DAVA: DISENTANGLING ADVERSARIAL VARIATIONAL AUTOENCODER

Abstract

The use of well-disentangled representations offers many advantages for downstream tasks, e.g. an increased sample efficiency, or better interpretability. However, the quality of disentangled interpretations is often highly dependent on the choice of dataset-specific hyperparameters, in particular the regularization strength. To address this issue, we introduce DAVA, a novel training procedure for variational auto-encoders. DAVA completely alleviates the problem of hyperparameter selection. We compare DAVA to models with optimal hyperparameters. Without any hyperparameter tuning, DAVA is competitive on a diverse range of commonly used datasets. Underlying DAVA, we discover a necessary condition for unsupervised disentanglement, which we call PIPE. We demonstrate the ability of PIPE to positively predict the performance of downstream models in abstract reasoning. We also thoroughly investigate correlations with existing supervised and unsupervised metrics. The code is available at github.com/besterma/dava.

1. INTRODUCTION

Real-world data tends to be highly structured, full of symmetries and patterns. This implies that there exists a lower-dimensional set of ground truth factors that is able to explain a significant portion of the variation present in real-world data.
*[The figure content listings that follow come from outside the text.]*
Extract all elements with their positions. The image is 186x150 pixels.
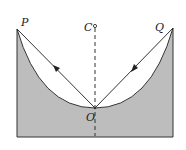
label-q: Q bbox=[155, 21, 164, 34]
point-c-marker bbox=[93, 24, 96, 27]
point-o-marker bbox=[94, 107, 96, 109]
label-c: C bbox=[84, 21, 93, 34]
label-p: P bbox=[20, 16, 29, 29]
label-o: O bbox=[86, 111, 95, 124]
diagram-canvas: P C Q O bbox=[0, 0, 186, 150]
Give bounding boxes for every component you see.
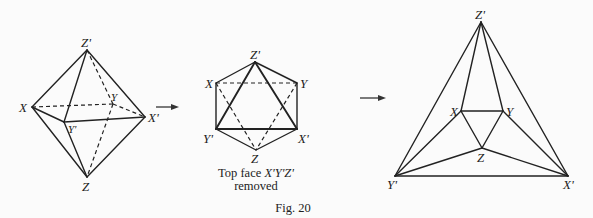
caption-removed: removed xyxy=(234,179,278,193)
vertex-label-xp: X' xyxy=(297,131,309,146)
vertex-label-yp: Y' xyxy=(203,131,213,146)
octahedron-panel: Z' X Y Y' X' Z xyxy=(18,35,159,194)
arrow-right-icon xyxy=(360,95,386,101)
vertex-label-yp: Y' xyxy=(387,177,397,192)
edge-x-z xyxy=(32,107,87,177)
edge-x-yp xyxy=(32,107,64,122)
edge-xp-y xyxy=(503,111,568,176)
vertex-label-z: Z xyxy=(477,150,485,165)
edge-zp-x xyxy=(461,22,481,111)
vertex-label-z: Z xyxy=(251,151,259,166)
figure-20-diagram: Z' X Y Y' X' Z Z' X Y Y' X' Z Top face X… xyxy=(0,0,593,218)
schlegel-panel: Z' X Y Z Y' X' xyxy=(387,7,574,192)
edge-x-z xyxy=(461,111,482,148)
edge-yp-x xyxy=(395,111,461,176)
vertex-label-x: X xyxy=(204,76,214,91)
vertex-label-y: Y xyxy=(300,76,309,91)
vertex-label-xp: X' xyxy=(147,110,159,125)
edge-y-z-hidden xyxy=(87,104,113,177)
edge-zp-y-hidden xyxy=(87,50,113,104)
figure-number: Fig. 20 xyxy=(275,201,310,215)
edge-yp-xp xyxy=(64,117,145,122)
vertex-label-yp: Y' xyxy=(68,123,77,135)
vertex-label-zp: Z' xyxy=(475,7,485,22)
edge-zp-xp xyxy=(481,22,568,176)
vertex-label-x: X xyxy=(449,104,459,119)
edge-zp-y xyxy=(481,22,503,111)
edge-x-y-hidden xyxy=(32,104,113,107)
vertex-label-zp: Z' xyxy=(250,47,260,62)
hexagon-panel: Z' X Y Y' X' Z Top face X'Y'Z' removed xyxy=(203,47,309,193)
vertex-label-xp: X' xyxy=(562,177,574,192)
vertex-label-x: X xyxy=(18,100,28,115)
edge-zp-xp xyxy=(87,50,145,117)
vertex-label-z: Z xyxy=(82,179,90,194)
edge-xp-z xyxy=(87,117,145,177)
edge-y-z xyxy=(482,111,503,148)
edge-zp-yp xyxy=(64,50,87,122)
caption-top-face: Top face X'Y'Z' xyxy=(218,166,294,180)
edge-zp-x xyxy=(32,50,87,107)
arrow-right-icon xyxy=(156,104,179,110)
vertex-label-y: Y xyxy=(111,91,119,103)
vertex-label-zp: Z' xyxy=(81,35,91,50)
vertex-label-y: Y xyxy=(506,104,515,119)
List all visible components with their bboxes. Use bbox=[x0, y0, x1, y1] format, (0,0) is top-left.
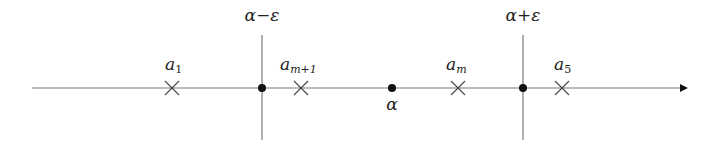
label-alpha-plus-epsilon: α+ε bbox=[506, 5, 541, 25]
label-am1: am+1 bbox=[280, 54, 317, 76]
label-a1: a1 bbox=[165, 54, 182, 76]
number-line-diagram: α−ε α+ε α a1 am+1 am a5 bbox=[0, 0, 710, 141]
label-a5: a5 bbox=[554, 54, 571, 76]
point-alpha bbox=[388, 84, 396, 92]
label-alpha: α bbox=[386, 94, 398, 114]
label-am: am bbox=[446, 54, 467, 76]
point-alpha-plus-epsilon bbox=[519, 84, 527, 92]
point-alpha-minus-epsilon bbox=[258, 84, 266, 92]
axis-arrow-icon bbox=[680, 84, 688, 92]
label-alpha-minus-epsilon: α−ε bbox=[245, 5, 280, 25]
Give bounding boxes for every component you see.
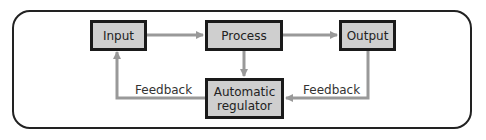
output-node-label: Output (347, 29, 389, 43)
process-node-label: Process (221, 29, 267, 43)
input-node-label: Input (103, 29, 134, 43)
regulator-label-line1: Automatic (214, 85, 276, 99)
output-node: Output (339, 20, 396, 51)
feedback-right-label: Feedback (303, 83, 360, 97)
regulator-label-line2: regulator (217, 99, 272, 113)
process-node: Process (205, 20, 283, 51)
feedback-left-label: Feedback (135, 83, 192, 97)
input-node: Input (90, 20, 147, 51)
automatic-regulator-node: Automatic regulator (205, 78, 284, 119)
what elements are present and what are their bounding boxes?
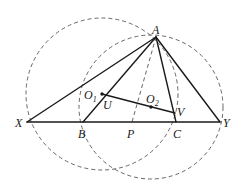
point-o1 — [100, 92, 103, 95]
label-o1: O1 — [84, 88, 97, 104]
label-c: C — [173, 127, 182, 141]
label-o2: O2 — [146, 92, 159, 108]
label-x: X — [14, 116, 23, 130]
label-v: V — [177, 105, 186, 119]
segment-o1v — [102, 94, 175, 113]
segment-ax — [27, 37, 156, 122]
label-y: Y — [223, 116, 231, 130]
label-b: B — [78, 127, 86, 141]
segment-ab — [83, 37, 156, 122]
geometry-diagram: A X Y B P C U V O1 O2 — [0, 0, 245, 190]
label-u: U — [103, 98, 113, 112]
label-a: A — [151, 23, 160, 37]
label-p: P — [126, 127, 135, 141]
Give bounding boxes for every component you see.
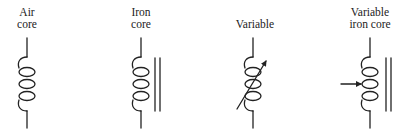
variable-iron-core-inductor-icon [341,38,391,128]
inductor-symbols-diagram [0,0,415,134]
air-core-inductor-icon [18,38,35,128]
iron-core-inductor-icon [132,38,160,128]
variable-inductor-icon [237,38,266,128]
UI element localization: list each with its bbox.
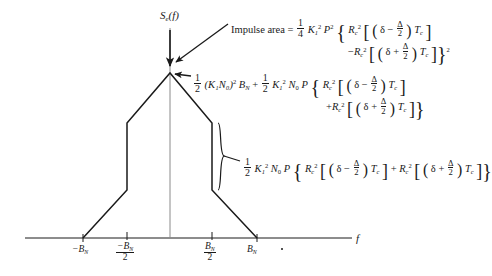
impulse-area-formula-line1: Impulse area = 1 4 K12 P2 { Rc2 [ ( δ − … xyxy=(231,18,431,43)
peak-value-formula-line1: 1 2 (K₁N₀)2 BN + 1 2 K12 N0 P { Rc2 [ ( … xyxy=(193,73,406,98)
impulse-coefficient-fraction: 1 4 xyxy=(297,18,304,39)
floor-coefficient-fraction: 1 2 xyxy=(244,157,251,178)
y-axis-label: Se(f) xyxy=(160,10,179,23)
half-delta-fraction: Δ 2 xyxy=(397,20,403,38)
x-tick-label-pos-bn-half: BN 2 xyxy=(203,242,217,262)
impulse-lead-text: Impulse area = xyxy=(231,24,293,35)
impulse-leader-line xyxy=(176,24,228,62)
impulse-area-formula-line2: −Rc2 [ ( δ + Δ 2 ) Tc ]}2 xyxy=(348,42,450,65)
x-tick-label-neg-bn-half: −BN 2 xyxy=(115,242,135,262)
peak-coefficient-fraction-2: 1 2 xyxy=(262,73,269,94)
floor-value-formula: 1 2 K12 N0 P { Rc2 [ ( δ − Δ 2 ) Tc ] + … xyxy=(243,157,492,182)
x-tick-label-neg-bn: −BN xyxy=(72,244,88,255)
x-tick-label-pos-bn: BN xyxy=(247,244,257,255)
plateau-brace xyxy=(218,123,224,190)
floor-leader-line xyxy=(224,156,240,161)
x-axis-label: f xyxy=(356,232,359,244)
peak-coefficient-fraction-1: 1 2 xyxy=(194,73,201,94)
peak-value-formula-line2: +Rc2 [ ( δ + Δ 2 ) Tc ]} xyxy=(326,97,425,120)
stray-dot xyxy=(281,248,283,250)
peak-leader-line xyxy=(175,74,191,76)
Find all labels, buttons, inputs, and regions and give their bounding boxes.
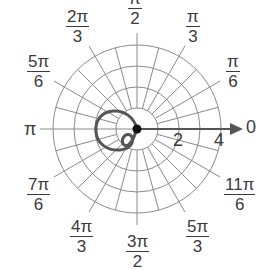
- angle-label-2pi-over-3: 2π3: [66, 8, 89, 45]
- angle-label-pi-over-6: π6: [226, 53, 240, 90]
- axis-label-4: 4: [214, 130, 224, 151]
- angle-label-11pi-over-6: 11π6: [224, 176, 255, 213]
- radial-line: [148, 147, 186, 212]
- angle-label-4pi-over-3: 4π3: [70, 218, 93, 255]
- radial-line: [115, 149, 131, 210]
- angle-label-3pi-over-2: 3π2: [126, 233, 149, 270]
- radial-line: [142, 149, 158, 210]
- angle-label-5pi-over-3: 5π3: [186, 218, 209, 255]
- angle-label-7pi-over-6: 7π6: [27, 176, 50, 213]
- radial-line: [54, 140, 119, 178]
- radial-line: [142, 48, 158, 109]
- radial-line: [115, 48, 131, 109]
- radial-line: [155, 140, 220, 178]
- angle-label-pi: π: [24, 119, 36, 140]
- radial-line: [155, 81, 220, 119]
- angle-label-pi-over-3: π3: [186, 8, 200, 45]
- arrowhead-icon: [230, 123, 243, 135]
- radial-line: [89, 147, 127, 212]
- radial-line: [89, 46, 127, 111]
- angle-label-5pi-over-6: 5π6: [27, 53, 50, 90]
- radial-line: [157, 134, 218, 150]
- pole-dot: [133, 125, 142, 134]
- angle-label-0: 0: [246, 117, 256, 138]
- radial-line: [148, 46, 186, 111]
- angle-label-pi-over-2: π2: [128, 0, 142, 27]
- axis-label-2: 2: [173, 130, 183, 151]
- radial-line: [157, 107, 218, 123]
- radial-line: [56, 107, 117, 123]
The goal of disentanglement learning is to recover these factors, so that changes in a single ground truth factor are reflected only in a single latent dimension of a model (see Figure 1 If the generative ground-truth factors are known and labeled data is available, one can train a model in a supervised manner to extract the ground-truth factors. What if the generative factors are unknown, but one still wants to profit from the aforementioned benefits for a downstream task? This may be necessary when the amount of labeled data for the downstream task is limited or training is computationally expensive. Learning disentangled representations in an unsupervised fashion is generally impossible without the use of some priors (Locatello et al., 2019b) . These priors can be present both implicitly in the model architecture and explicitly in the loss function (Tschannen et al., 2018) . An example of such a prior present in the loss function is a low total correlation between



for an example). Such an abstraction allows for more efficient reasoning(Van Steenkiste et al., 2019)  and improved interpretability(Higgins et al., 2017a). It further shows positive effects on zero-shot domain adaption(Higgins et al., 2017b)  and data efficiency(Duan et al.,  2020; Schott et al., 2022).

Figure 1: Latent traversals of a single latent dimension (hair fringes) of DAVA trained on CelebA. DAVA visibly disentangles the fringes from all other facial properties.